GDDM V3R2 Base Application Programming Guide
SC33-0867-01



The "Example: Program using two operator windows" in topic 22.2.2 showed how a single GDDM application could use windowing in its dialog with the terminal user, to present separate functions of the application, each in an operator window. You may recall that the application used the DSOPEN call to open the real device, and two WSCRT calls to open two operator windows. A subroutine was then called for each window. The subroutine contained a DSOPEN, that opened a virtual device for each operator window.

You can use the same windowing principles to write your own task manager program. The GDDM-supplied example task manager (ADMUTMT for TSO, ADMUTMV for VM/CMS) is an example of such a program. The task manager uses DSOPEN to open the real device, and WSCRT and the other windowing calls to create and control an operator window for each application program. Subsequent DSOPEN calls in each application program open one or more virtual devices, which are associated with the operator windows created by the task manager. This is illustrated in Figure 133.


   PICTURE 65          

Figure 133. Task manager with several applications


The task manager manages the display device screen and other resources. In addition, the task manager must either use the task-management facilities of the operating system, or use its own pseudotasking facilities (TSO has full task-management facilities but CMS does not). The system tasking or pseudotasking executes each program in a separate sub-task.

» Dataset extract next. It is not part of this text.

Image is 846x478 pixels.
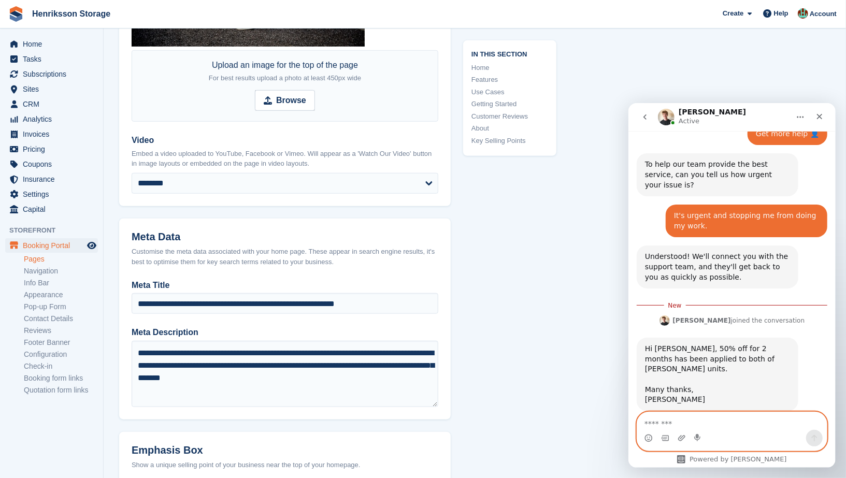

GDDM enables several application programs to share the screen by allowing the task manager to intervene in the execution of the program's input/output calls. When each operator window is created, the task manager specifies (in the first array element of the last parameter of the WSCRT call) the address of a coordination exit routine. This runs in the application program subtask, and is invoked by GDDM whenever the application calls a function that requires input/output for the terminal-an ASREAD call, typically, as shown in Figure 134.


   PICTURE 66          

Figure 134. The coordination exit routine


The numbers in the figure represent the following events:

  1. An input/output call is issued by the application, causing GDDM to invoke the coordination exit routine.
    
    
  2. The exit routine, when invoked, must post the task-manager task and wait. The task manager must then call WSIO, the coordinated output/input call. The WSIO call updates all the windows on the screen. WSIO also returns the identifier of the topmost window on the screen. The task manager uses this to find out which subtask to post. It then posts that subtask and waits.
    
    
  3. When the task manager posts the subtask, control passes back to the coordination exit routine, which in turn returns control to GDDM.
    
    
  4. Control then returns to the ASREAD (or other application input/output call). GDDM completes the processing of this call, and pass control back to the application program. Any input data entered by the terminal user is then available to the application.
    
    

When the application terminates, normally or abnormally, control is passed to the task manager, which typically calls WSIO to find out from the terminal user what to do next.

The purpose of the coordination exit routine is to switch control from the subtask to the main task, or the other way round. There is a direction parameter to tell it which way to switch.